Arpi brings out another never-told-before saga of four Indian “prisoners of war” caught during the 1950 invasion, and a couple of them were in the PLA’s confinement for almost two years without the “friendly” Chinese government even caring to inform India. Ironically, these PoWs were not soldiers or even spies; they were “employed by the Tibetan government and worked under Robert Ford, the British radio operator in Chamdo”. Ford recalled how the four young Indians had been trained to man a wireless station. The fact that China kept them in jails without informing India, should have shown the Indian government that China was not a friend. Nonetheless, as Arpi writes, “in this particular case, Indian diplomacy showed firmness and determination, allowing the release of four Indian ‘prisoners of war’.”
There’s another interesting thing that comes out from the book: That Nehru may have been blinded by his deep ideological moorings, but his love for the nation was paramount.

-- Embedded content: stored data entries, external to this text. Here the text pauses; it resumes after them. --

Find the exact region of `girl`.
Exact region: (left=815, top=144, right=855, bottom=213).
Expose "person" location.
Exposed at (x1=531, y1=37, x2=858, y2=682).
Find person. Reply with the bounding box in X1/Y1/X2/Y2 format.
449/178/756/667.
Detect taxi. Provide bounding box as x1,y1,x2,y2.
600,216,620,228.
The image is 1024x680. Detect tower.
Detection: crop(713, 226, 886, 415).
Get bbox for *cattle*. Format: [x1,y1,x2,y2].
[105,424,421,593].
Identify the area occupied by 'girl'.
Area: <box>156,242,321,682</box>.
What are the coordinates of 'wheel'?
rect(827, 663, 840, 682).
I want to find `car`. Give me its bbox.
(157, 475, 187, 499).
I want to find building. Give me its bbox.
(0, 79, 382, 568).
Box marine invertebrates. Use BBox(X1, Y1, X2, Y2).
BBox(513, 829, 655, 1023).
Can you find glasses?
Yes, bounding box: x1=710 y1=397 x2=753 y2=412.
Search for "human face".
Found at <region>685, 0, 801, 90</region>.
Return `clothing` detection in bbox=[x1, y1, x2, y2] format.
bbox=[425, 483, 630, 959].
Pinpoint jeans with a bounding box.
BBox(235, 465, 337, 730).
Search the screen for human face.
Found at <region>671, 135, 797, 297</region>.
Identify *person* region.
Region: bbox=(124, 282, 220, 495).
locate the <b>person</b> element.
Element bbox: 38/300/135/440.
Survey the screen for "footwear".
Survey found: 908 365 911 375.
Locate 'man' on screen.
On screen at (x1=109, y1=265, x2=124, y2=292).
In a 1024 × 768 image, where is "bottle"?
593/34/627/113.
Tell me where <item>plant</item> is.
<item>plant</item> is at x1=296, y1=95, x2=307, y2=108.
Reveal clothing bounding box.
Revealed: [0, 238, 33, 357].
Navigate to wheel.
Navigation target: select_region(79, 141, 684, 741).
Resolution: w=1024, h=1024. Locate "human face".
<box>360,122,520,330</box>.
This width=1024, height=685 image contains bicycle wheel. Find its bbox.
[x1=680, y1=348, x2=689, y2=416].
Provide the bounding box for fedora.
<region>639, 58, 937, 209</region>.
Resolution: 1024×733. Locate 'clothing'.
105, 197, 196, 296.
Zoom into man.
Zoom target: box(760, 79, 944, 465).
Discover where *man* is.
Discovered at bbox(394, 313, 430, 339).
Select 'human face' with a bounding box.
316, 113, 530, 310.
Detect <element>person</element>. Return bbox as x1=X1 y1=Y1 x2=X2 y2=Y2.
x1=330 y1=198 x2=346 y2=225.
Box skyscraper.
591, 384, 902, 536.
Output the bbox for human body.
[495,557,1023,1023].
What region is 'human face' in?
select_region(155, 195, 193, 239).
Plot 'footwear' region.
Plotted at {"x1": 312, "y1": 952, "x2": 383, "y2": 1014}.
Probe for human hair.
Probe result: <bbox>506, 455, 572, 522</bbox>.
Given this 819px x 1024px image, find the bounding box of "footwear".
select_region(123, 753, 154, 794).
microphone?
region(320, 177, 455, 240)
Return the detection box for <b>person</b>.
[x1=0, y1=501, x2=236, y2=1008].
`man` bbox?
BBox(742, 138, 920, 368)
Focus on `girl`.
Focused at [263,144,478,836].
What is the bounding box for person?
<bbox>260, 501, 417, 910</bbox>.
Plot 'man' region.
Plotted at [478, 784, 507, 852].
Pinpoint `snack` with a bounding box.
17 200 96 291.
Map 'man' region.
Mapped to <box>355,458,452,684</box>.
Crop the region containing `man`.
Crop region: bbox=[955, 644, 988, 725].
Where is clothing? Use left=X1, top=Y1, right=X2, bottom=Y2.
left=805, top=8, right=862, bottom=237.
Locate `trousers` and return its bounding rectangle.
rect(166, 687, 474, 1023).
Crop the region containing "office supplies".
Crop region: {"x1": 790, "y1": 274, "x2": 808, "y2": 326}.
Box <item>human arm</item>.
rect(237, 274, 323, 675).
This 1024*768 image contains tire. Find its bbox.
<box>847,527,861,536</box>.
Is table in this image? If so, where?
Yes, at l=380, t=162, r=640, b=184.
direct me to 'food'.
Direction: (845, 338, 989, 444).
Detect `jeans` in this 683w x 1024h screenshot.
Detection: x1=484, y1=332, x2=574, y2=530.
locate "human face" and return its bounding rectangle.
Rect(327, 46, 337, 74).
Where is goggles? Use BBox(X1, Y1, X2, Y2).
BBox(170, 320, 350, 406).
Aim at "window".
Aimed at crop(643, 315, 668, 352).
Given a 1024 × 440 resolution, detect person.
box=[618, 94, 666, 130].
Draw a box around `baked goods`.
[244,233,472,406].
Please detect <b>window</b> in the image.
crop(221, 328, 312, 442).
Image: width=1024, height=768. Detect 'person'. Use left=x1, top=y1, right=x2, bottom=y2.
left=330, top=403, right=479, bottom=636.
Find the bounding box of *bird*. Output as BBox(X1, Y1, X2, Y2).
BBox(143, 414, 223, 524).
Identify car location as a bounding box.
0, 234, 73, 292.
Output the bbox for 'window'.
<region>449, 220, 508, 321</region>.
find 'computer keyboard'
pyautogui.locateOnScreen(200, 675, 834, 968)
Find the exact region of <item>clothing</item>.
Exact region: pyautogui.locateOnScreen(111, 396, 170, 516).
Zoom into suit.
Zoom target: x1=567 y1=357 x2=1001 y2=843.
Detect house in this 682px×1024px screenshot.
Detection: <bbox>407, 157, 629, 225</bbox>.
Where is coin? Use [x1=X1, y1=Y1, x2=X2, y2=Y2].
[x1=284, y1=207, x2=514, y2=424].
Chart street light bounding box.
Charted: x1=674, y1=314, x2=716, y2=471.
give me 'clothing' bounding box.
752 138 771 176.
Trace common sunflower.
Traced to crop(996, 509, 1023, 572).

It’s evident from the way he handled the case of four Indian “PoWs”. The same, however, can’t be said about his trusted lieutenants.
K.M. Panikkar, India’s ambassador to China from 1950-52, often acted like Mao’s envoy rather than Nehru’s, invariably defending the Chinese acts of omission and commission. Even when the Chinese were caught napping with their wrong, aggressive foot forward, he would defend them. “The Chinese attitude about these issues has all along been that these arise from unequal treaties and are ‘scars left behind’ by the British,” he would say. Even when the PLA was busy disrupting and distorting the Tibetan way of life, Panikkar would send a note back home, saying: “Not much news has been appearing about Tibet of late and it is expected that the work of re-organisation there will naturally take time and will be handled with tact and care by the Chinese authorities.”
Panikkar wasn’t alone, however. The most prominent among others being the then Defence Minister, V.K. Krishna Menon, who, according to his biographer T.J.S. George, was such a votary of self-reliance that he refused to import defence equipment and turned the military factories into production lines for hairclips and pressure-cookers. Akbar takes the story forward when he writes in Nehru: The Making of India, “The Army was convinced that Menon was more concerned about promoting himself than defending his country at home… Even Nehru was perturbed at Menon’s foreign tours. When the Chinese advanced into Ladakh in 1959, the defence minister was in New York and showed no desire to return till Nehru rebuked him.” Shockingly, Menon had allowed a Chinese military mission to tour India’s major defence establishments as late as in 1958.
Will Tibet Ever Find Her Soul Again? is a scholarly work which even a lay reader would find interesting. It’s lucidly written and well argued with a lot of facts sprinkled across the book. The common thread being how India couldn’t see China’s dirty designs even when the latter never tried hiding them, whether it was the closure of the Kashgar consulate and the downgrading of the Lhasa consulate or the Chinese military’s consolidation on the plateau. There’s, however, a sore point for the reader. At Rs 1,550, it’s an expensive book to buy, but then good things don’t necessarily come cheap.